Mirage
The moment
There's this moment, right after you first try something new - where the brain fills in all the gaps with optimism. You don't see the tool for what it is. You see it for what you want it to be.
With every new AI tool there are the dream promises - automation and efficiency. Usually the tools are decent, they just don't solve a burning problem for you.
So you just become a tourist.
The pack problem
Humans are pack animals. When the pack says something is important, your body agrees and the brain does not get enough time to think. Social media makes this worse because the pack is now millions of people and the signal is a post. Someone with a big following says "this changes everything" and within hours it's consensus. Very few of those people tested it. But so many of them repeated it. It gets the views, why shouldn't they. It's almost encouraged.
The people writing those posts are often doing the same thing you are - reacting to the feeling. They're high on the same dopamine. The excitement gets packaged as authority.
So you can't really trust the crowd on timing.
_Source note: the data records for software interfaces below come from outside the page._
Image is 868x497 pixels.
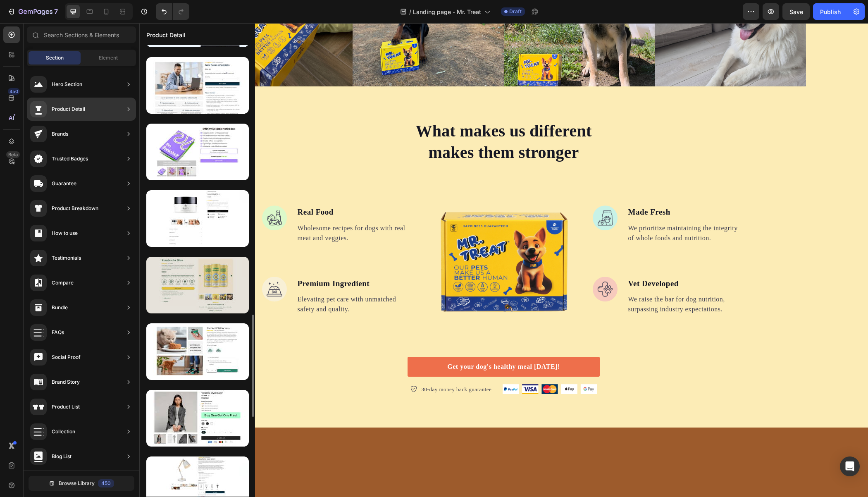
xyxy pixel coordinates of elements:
div: 450 [8,88,20,95]
img: 495611768014373769-47762bdc-c92b-46d1-973d-50401e2847fe.png [364,361,457,371]
div: Get your dog's healthy meal [DATE]! [308,338,420,349]
span: Browse Library [58,480,95,487]
div: Compare [52,279,74,287]
div: Brand Story [52,378,79,386]
div: Trusted Badges [52,154,88,163]
button: Save [783,4,810,20]
p: Made Fresh [489,183,606,195]
p: Premium Ingredient [159,255,275,266]
p: We prioritize maintaining the integrity of whole foods and nutrition. [489,200,606,220]
button: Publish [813,4,848,20]
p: Elevating pet care with unmatched safety and quality. [159,271,275,291]
span: Save [790,8,803,15]
span: Draft [509,8,522,15]
div: FAQs [52,328,64,337]
div: Open Intercom Messenger [840,456,860,476]
iframe: Design area [140,23,868,497]
span: Landing page - Mr. Treat [413,8,481,16]
img: 495611768014373769-bd4fb003-0319-4b55-aac3-5af86735ff3c.svg [122,182,147,207]
div: Social Proof [52,353,80,361]
p: 7 [54,7,58,16]
img: 495611768014373769-0ddaf283-d883-4af8-a027-91e985d2d7ff.svg [454,182,479,207]
span: / [410,8,411,16]
div: Guarantee [52,179,77,188]
div: Product Detail [52,105,85,113]
div: How to use [52,229,78,237]
div: Product List [52,402,79,411]
div: Product Breakdown [52,204,98,213]
span: Element [99,54,118,61]
input: Search Sections & Elements [27,27,136,43]
p: 30-day money back guarantee [282,362,352,371]
img: gempages_579354473734865689-b636c9e0-00a1-487e-b6d0-c947a2212819.png [288,161,441,313]
div: Hero Section [52,80,82,88]
div: Blog List [52,452,72,461]
img: 495611768014373769-d0d05e7c-5087-42b5-aed9-fb534b9be8e9.svg [122,254,147,279]
div: Brands [52,130,68,138]
button: 7 [4,4,61,20]
p: We raise the bar for dog nutrition, surpassing industry expectations. [489,271,606,291]
div: Publish [820,8,841,16]
span: Section [46,54,64,61]
p: What makes us different makes them stronger [255,97,475,140]
p: Real Food [159,183,275,195]
div: Testimonials [52,254,81,262]
a: Get your dog's healthy meal [DATE]! [268,334,460,353]
img: 495611768014373769-d4553f9c-1354-4975-ab50-2180f54a6ce8.svg [454,254,479,279]
div: Undo/Redo [156,4,189,20]
p: Vet Developed [489,255,606,266]
div: Collection [52,427,76,436]
div: Beta [7,151,20,158]
div: 450 [98,479,114,487]
button: Browse Library450 [29,476,134,490]
div: Bundle [52,304,68,312]
p: Wholesome recipes for dogs with real meat and veggies. [159,200,275,220]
The crowd is good at identifying that something matters eventually. The crowd is terrible at telling you what to do about it today.
Not every wagon
Getting hyped is fine. It's human. Seeing the potential of something before it's proven is what makes someone good at building things. If you never got excited about anything new you'd just be sitting in a room protecting what you already have. That's not a life.
The problem isn't the excitement. The problem is thinking you have to act on all of it.
Every week something new shows up that looks like it could matter. And maybe it could. But you can't jump on every wagon that rolls past. Learning to feel your excitement, appreciate it, and then let most of it go. Let the wagon roll past. Watch it. Think "huh, that's interesting." And then go back to what you were building. If it's still around in six months and people are quietly using it instead of yelling about it, maybe then you get on. Most of the time, you won't even remember it existed.
Failing fast is only useful if you learn
"Fail fast" became such a popular phrase that people forgot the second half. Fail fast and learn from it. Let me speak in money rather than time. It goes for any currency.
If you blow 300 euros on a tool that doesn't make a big difference and then next month blow another 300 euros on a different tool that also doesn't work and you never sit down and ask "why do I keep doing this" - you're not failing fast. You're just spending fast.
The lesson is only worth something if it changes what you do next time.
Change
Most new things that seem world-changing aren't. But some are. And you won't know which is which in the first few weeks. You'll know six months later, maybe a year later, when the people who are still using it aren't talking about how amazing it is anymore - they're just using it.
At that point, it might be changing some of the world.
Until then, protect your time, protect your money, and remember: the feeling of "this changes everything" is almost always just a feeling.